A place to share storiesEach home has a financial sponsor — a corporation or family — donating $75,000 to build the house. The new owner gets an interest-free loan and makes monthly mortgage payments of about $550. That money is then funneled into building other Habitat homes in the area.

The centerpiece of the village will be the $6 million Ellis Marsalis Music Center, — named after the jazz pianist and patriarch of the Marsalis family — that will include a performance hall and practice rooms. It will also serve as a place for musicians of different ages and genres to mingle.

Jim Pate, head of the New Orleans area branch of Habitat for Humanity, said performers in the Musicians’ Village are already sharing stories, offering advice and calling on their neighbors to fill in for each other on gigs. “This sort of symbiotic vision that Harry and Branford had is actually coming together,” he says.

Both Connick and Branford Marsalis have helped raise funds.

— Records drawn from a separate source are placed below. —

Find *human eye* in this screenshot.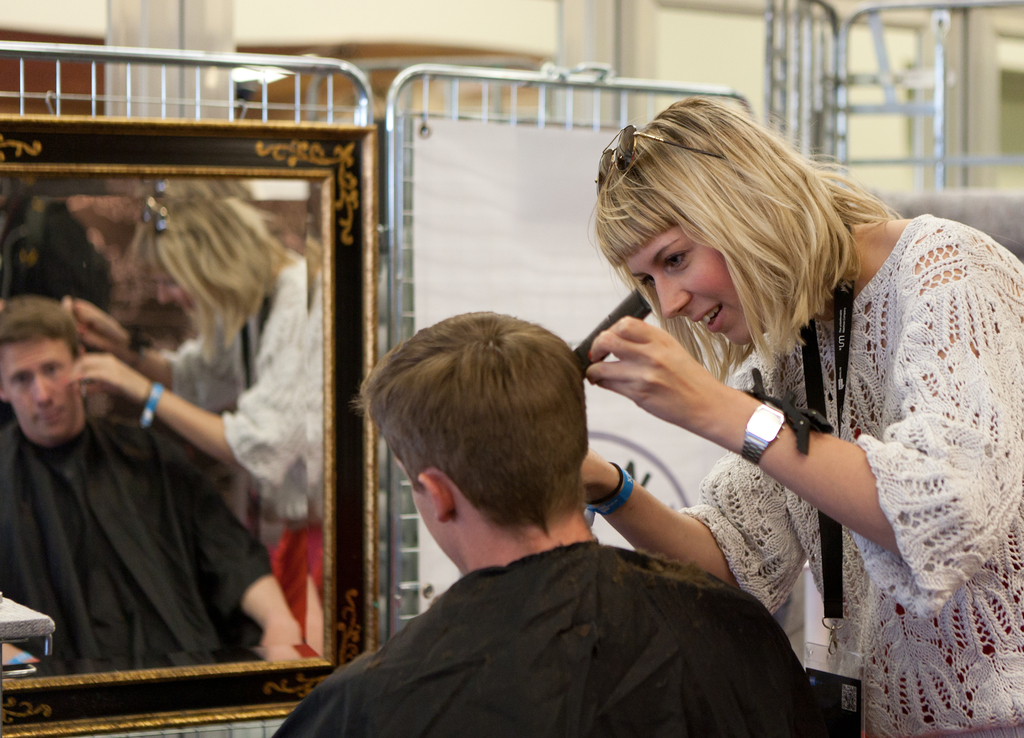
The bounding box for *human eye* is (635, 274, 653, 290).
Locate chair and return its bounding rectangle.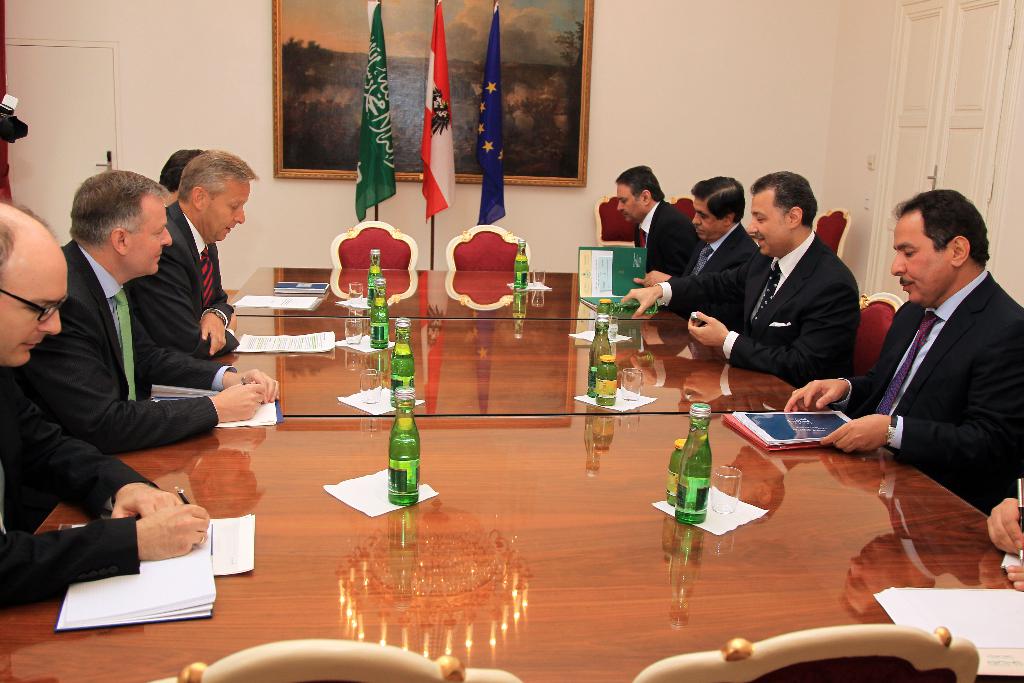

So far, more than half the homes are occupied, with four generations of musicians. At the senior end is Peter “Chuck” Badie, a bassist who played with legends including Lionel Hampton and Dizzy Gillespie. At age 81, he still performs regularly. There also are several twentysomethings, some with deep roots in New Orleans, such as Troy Sawyer, a trumpeter whose great-grandfather played double bass with Louis Armstrong.

“There’s so much history that lies within New Orleans and now I’m ... carrying on in the tradition and the music of my people and my ancestors,” says Sawyer, a 27-year-old who says he enjoys hearing both the wild stories and sensible tips from older musicians.

Sawyer, who has played venues from New York to Spain, hopes his music will contribute to the renaissance here.

“People around the world are going to be looking for something new to come out of New Orleans,” he says. “It’s going to be a rebirth.”

Adjusting to post-Katrina New Orleans
That’s what Dan Oestreicher, a 24-year-old saxophonist from Pittsburgh, is counting on as he settles into his new house.

Oestreicher says having an affordable place to live is a tremendous boon to him and other lower-income musicians, though he still is adjusting to the post-Katrina landscape.

“I had to reconcile myself to the fact that old New Orleans was dead and it’s not coming back,” he says. “The new New Orleans can be a positive experience for me, but I have to figure out what that is. I can’t go back to my old life. I can’t go back to my house. I can’t hang out with my same friends.”

But Oestreicher, who performs with several acts, including Irving Mayfield & the New Orleans Jazz Orchestra, can go back to the music scene. And that, he says, is reason enough to give the city another shot — though he does have some trepidation.

“I’m aware that it’s a risk to be a homeowner in New Orleans and I’m aware that to stake your life on it yet again is a risk,” he says. “But no risk, no reward, I guess.”

He then hoists his saxophone above the knee-high weeds in his backyard and the hot summer air fills with cool jazz.